It’s no secret that Star Trek’s ‘Vulcan Salute’ comes from the Jewish priestly blessing performed in synagogue on certain holidays (or, if you’re in Israel, every day). Leonard Nimoy (AKA Spock) introduced the greeting to the show himself based on what he’d seen in shul as a small child, and wrote about it in his 1975 autobiography I Am Not Spock.
But here’s something new! The National Yiddish Book Center’s oral history project recently released an extended interview with Nimoy, in which he memorably mimics the duchening and describes seeing the hand gesture for the first time:
“So I’m with my father, my grandfather, and my brother, sitting in the bench seats—women were upstairs. Five or six guys get up on the bimah, the stage, facing the congregation. They get their tallits over their heads, and they start this chanting… And my father said to me, ‘don’t look’. So everyone’s got their eyes covered with their hands or their tallit down over their faces… And I hear this strange sound coming from them. They’re not singers, they were shouters. And dissonant… It was all discordant… it was chilling.
I thought, ‘something major is happening here.’ So I peeked. And I saw them with their hands stuck out from beneath the tallit like this… Wow. Something really got hold of me. I had no idea what was going on, but the sound of it and the look of it was magical.”
There’s an equally delightful segment in which he recites the ‘To Be Or Not To Be’ soliloquy from Hamlet in Yiddish, and talks about growing up in a Yiddish-speaking family in Boston’s West End. (Links to the full interview and selected shorts are here.)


- Task instructions
Check each line of the data for the string "pixels". Report how many have it, and give nothing else.
=== Dataset content ===
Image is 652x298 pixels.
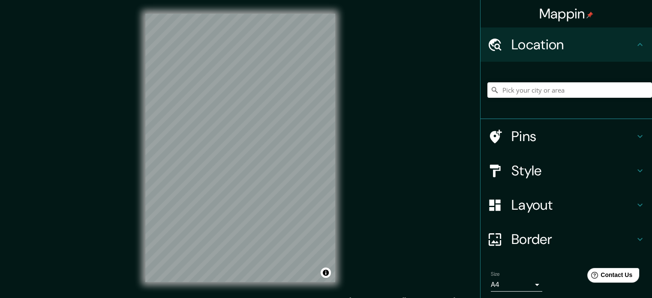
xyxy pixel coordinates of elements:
[491,278,542,292] div: A4
[481,188,652,222] div: Layout
[539,5,594,22] h4: Mappin
[321,268,331,278] button: Toggle attribution
[587,12,593,18] img: pin-icon.png
[488,82,652,98] input: Pick your city or area
[481,222,652,256] div: Border
[576,265,643,289] iframe: Help widget launcher
[512,196,635,214] h4: Layout
[481,27,652,62] div: Location
[512,162,635,179] h4: Style
[481,154,652,188] div: Style
[481,119,652,154] div: Pins
[491,271,500,278] label: Size
[145,14,335,282] canvas: Map
[512,36,635,53] h4: Location
[512,128,635,145] h4: Pins
[512,231,635,248] h4: Border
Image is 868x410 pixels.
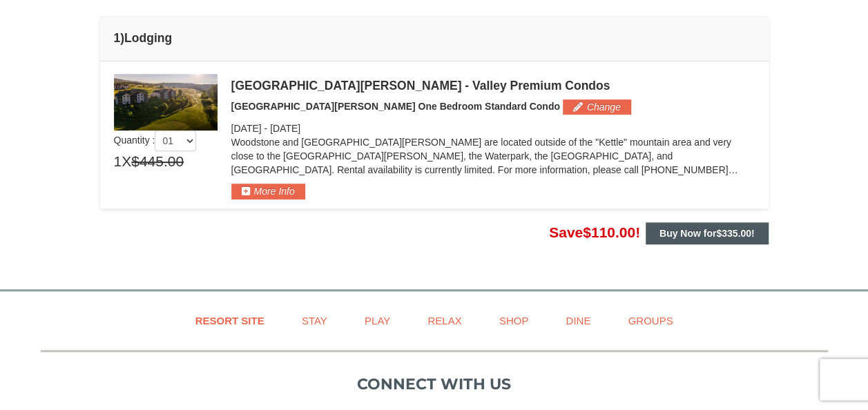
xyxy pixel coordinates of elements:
===
- Answer to this exercise
2